As promised in part 1, I’m back with a short blog about our five key technology predictions for the UK public sector this year.
The pandemic forced the public sector’s IT Ops teams to react quickly, focus on services to citizens, and implement new metrics to track changes. These are features of DevOps, the cultural approach to IT delivery that combines people, practices and tools to accelerate the development and delivery of digital services. So far, DevOps adoption has been slower in public organisations, due to technology and process legacies. This year we expect standard IT operations to embrace the fluidity and nimbleness of DevOps, as it will help public sector organisations to modernise their IT processes and culture.
In 2020, the shift to remote working has led to the dissolution of the traditional organisation perimeter and opened new avenues for cyberthreats, expanding the attack surface. In this context, we expect the Zero Trust security model to gain prominence within Government. If you missed them, Splunk already provided ideas on how to embrace Zero Trust security principles in Government.
Given the realities of the pandemic and the overall focus on resilience in the public sector, we expect Zero Trust to be a leading IT security initiative in the public sector through 2021 and beyond.
Ransomware attacks increased in frequency, sophistication and impact in 2020, and the availability of out-of-the-box ransomware kits now increases the number of malefactors. The targets range from private companies to critical national infrastructure. In the UK, the NCSC said that in 2020 it had handled more than three times as many ransomware incidents as in the previous year. It also alerted about an increased number of ransomware attacks affecting education establishments in the UK, including schools, colleges and universities.
Unfortunately, this trend won’t stop in 2021 and public organisations will face an increasing pressure to protect themselves against ransomware.
Edge computing is about moving information processing out of centralised data centers to the “edge” of the network, where the data originates, and actions are taken. In parts of the public sector, this could open significant opportunities and benefits.
This could be particularly true in defence, for example on a military platform or for a forward HQ. Getting data and immediate insights from a platform with reduced capacity, isolated from the main operating environment, could be really advantageous for the Ministry of Defence.
We know that there are many potential use cases for AI in the public sector, but these need to be balanced with privacy, legal, ethical, fairness and safety considerations.
Last year Splunk partnered with the World Economic Forum (WEF) and UK Office of AI to produce a practical guide to unlock public-sector adoption of AI through government procurement, with a focus on innovation, efficiency and AI ethics. The UK Government was the first to pilot these Guidelines across several departments and use them to develop the UK Guidelines for AI procurement.
In 2021 we expect AI/ML to make new strides in the public sector, in well-known use cases (fraud detection, answering citizens’ queries, anomaly detection in cyber defence) but perhaps in new exciting areas post COVID such as data driven government.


WORK TO BE COMPLETED. Pull out every line in the data that has the string "block" in it.

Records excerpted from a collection
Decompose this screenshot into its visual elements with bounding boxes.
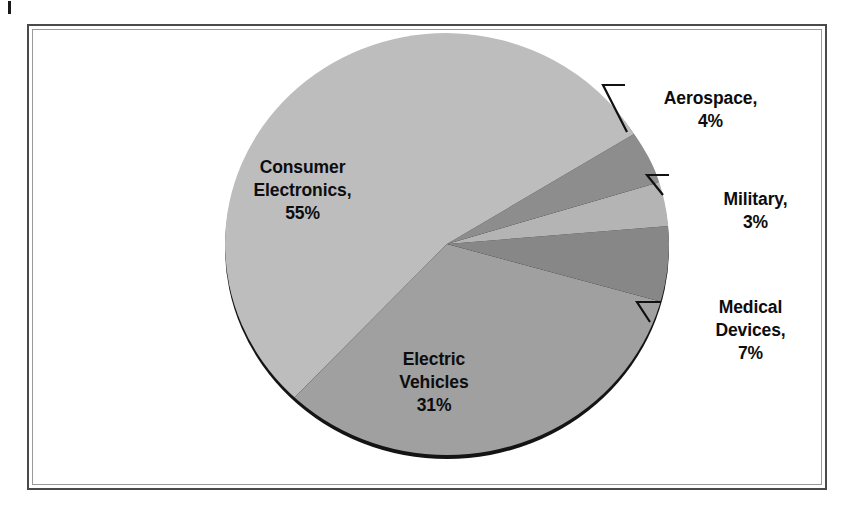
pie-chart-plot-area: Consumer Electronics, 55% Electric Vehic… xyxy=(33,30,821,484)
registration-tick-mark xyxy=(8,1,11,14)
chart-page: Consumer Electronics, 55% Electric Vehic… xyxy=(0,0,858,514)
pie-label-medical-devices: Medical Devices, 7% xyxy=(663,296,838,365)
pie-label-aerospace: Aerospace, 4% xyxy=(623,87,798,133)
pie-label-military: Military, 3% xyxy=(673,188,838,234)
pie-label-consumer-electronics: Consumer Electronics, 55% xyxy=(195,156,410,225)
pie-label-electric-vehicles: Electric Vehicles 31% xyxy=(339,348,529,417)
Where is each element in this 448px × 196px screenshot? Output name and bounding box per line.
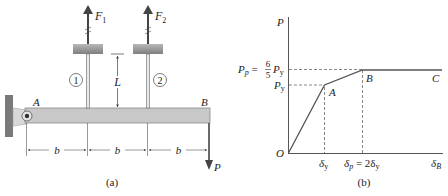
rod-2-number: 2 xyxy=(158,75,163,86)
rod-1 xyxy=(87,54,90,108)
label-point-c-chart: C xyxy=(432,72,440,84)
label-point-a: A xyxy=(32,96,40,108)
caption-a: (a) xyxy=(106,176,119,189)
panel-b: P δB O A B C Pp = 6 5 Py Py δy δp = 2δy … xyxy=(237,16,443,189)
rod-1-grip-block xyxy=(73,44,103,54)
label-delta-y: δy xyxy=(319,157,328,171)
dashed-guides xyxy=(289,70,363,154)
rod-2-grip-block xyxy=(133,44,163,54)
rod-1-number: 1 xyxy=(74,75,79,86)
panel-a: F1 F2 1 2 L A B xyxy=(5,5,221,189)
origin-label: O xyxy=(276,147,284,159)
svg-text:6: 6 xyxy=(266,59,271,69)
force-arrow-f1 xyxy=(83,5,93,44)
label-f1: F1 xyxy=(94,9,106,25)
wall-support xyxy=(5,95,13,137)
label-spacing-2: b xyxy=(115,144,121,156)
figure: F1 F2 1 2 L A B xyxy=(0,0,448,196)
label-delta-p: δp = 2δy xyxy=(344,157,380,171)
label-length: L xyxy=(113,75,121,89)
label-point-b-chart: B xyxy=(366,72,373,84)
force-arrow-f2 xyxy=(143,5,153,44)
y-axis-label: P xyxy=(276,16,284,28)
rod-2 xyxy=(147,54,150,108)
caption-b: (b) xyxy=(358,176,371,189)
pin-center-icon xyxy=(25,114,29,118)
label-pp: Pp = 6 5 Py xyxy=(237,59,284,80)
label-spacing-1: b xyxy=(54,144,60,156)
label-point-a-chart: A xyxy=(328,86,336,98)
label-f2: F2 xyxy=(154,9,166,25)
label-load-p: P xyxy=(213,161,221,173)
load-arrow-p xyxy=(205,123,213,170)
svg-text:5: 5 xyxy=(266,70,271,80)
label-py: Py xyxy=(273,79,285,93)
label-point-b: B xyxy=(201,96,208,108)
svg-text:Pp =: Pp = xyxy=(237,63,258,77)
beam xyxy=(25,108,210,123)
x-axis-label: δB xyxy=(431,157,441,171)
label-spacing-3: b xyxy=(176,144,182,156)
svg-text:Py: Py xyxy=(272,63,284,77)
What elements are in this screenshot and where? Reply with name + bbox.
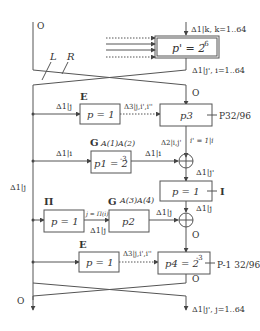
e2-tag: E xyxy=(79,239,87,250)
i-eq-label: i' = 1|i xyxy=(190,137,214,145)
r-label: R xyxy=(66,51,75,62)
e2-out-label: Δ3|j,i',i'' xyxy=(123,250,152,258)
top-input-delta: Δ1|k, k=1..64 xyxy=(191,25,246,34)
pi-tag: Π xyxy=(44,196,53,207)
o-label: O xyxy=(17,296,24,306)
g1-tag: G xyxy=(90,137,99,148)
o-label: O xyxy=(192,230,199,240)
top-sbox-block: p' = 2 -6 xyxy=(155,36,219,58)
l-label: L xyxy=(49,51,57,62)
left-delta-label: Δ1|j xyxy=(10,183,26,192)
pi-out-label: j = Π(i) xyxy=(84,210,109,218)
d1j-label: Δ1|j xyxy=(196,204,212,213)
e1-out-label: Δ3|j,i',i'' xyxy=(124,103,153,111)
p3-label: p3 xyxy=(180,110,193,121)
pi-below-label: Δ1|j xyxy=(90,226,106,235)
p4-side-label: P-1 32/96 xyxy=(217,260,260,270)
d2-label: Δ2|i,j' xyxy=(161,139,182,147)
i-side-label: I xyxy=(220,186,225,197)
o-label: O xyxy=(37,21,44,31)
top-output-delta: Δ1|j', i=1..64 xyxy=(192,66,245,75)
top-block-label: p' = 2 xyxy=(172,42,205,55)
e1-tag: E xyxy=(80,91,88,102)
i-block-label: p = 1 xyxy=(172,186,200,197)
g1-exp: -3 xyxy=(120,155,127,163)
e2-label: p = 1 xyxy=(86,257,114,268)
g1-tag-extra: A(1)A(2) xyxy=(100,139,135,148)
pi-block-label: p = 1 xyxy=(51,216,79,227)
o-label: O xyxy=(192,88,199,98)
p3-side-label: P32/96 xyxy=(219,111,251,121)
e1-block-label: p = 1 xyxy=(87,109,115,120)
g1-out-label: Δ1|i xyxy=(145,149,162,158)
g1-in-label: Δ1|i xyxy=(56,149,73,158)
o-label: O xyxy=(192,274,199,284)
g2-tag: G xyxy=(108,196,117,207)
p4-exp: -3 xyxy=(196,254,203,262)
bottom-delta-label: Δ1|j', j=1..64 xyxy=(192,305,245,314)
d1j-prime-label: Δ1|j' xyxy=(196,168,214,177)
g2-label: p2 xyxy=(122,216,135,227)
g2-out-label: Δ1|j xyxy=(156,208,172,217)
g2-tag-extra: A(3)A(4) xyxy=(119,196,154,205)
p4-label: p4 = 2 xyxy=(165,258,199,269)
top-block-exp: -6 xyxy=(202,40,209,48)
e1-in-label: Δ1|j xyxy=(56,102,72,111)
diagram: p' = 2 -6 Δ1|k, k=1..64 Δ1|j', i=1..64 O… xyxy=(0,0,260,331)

RESPONSE AREA.
rod-1-grip-block xyxy=(73,44,103,54)
rod-2-grip-block xyxy=(133,44,163,54)
top-sbox-block: p' = 2 -6 xyxy=(155,36,219,58)
top-block-label: p' = 2 xyxy=(172,42,205,55)
i-block-label: p = 1 xyxy=(172,186,200,197)
pi-block-label: p = 1 xyxy=(51,216,79,227)
e1-block-label: p = 1 xyxy=(87,109,115,120)
top-block-exp: -6 xyxy=(202,40,209,48)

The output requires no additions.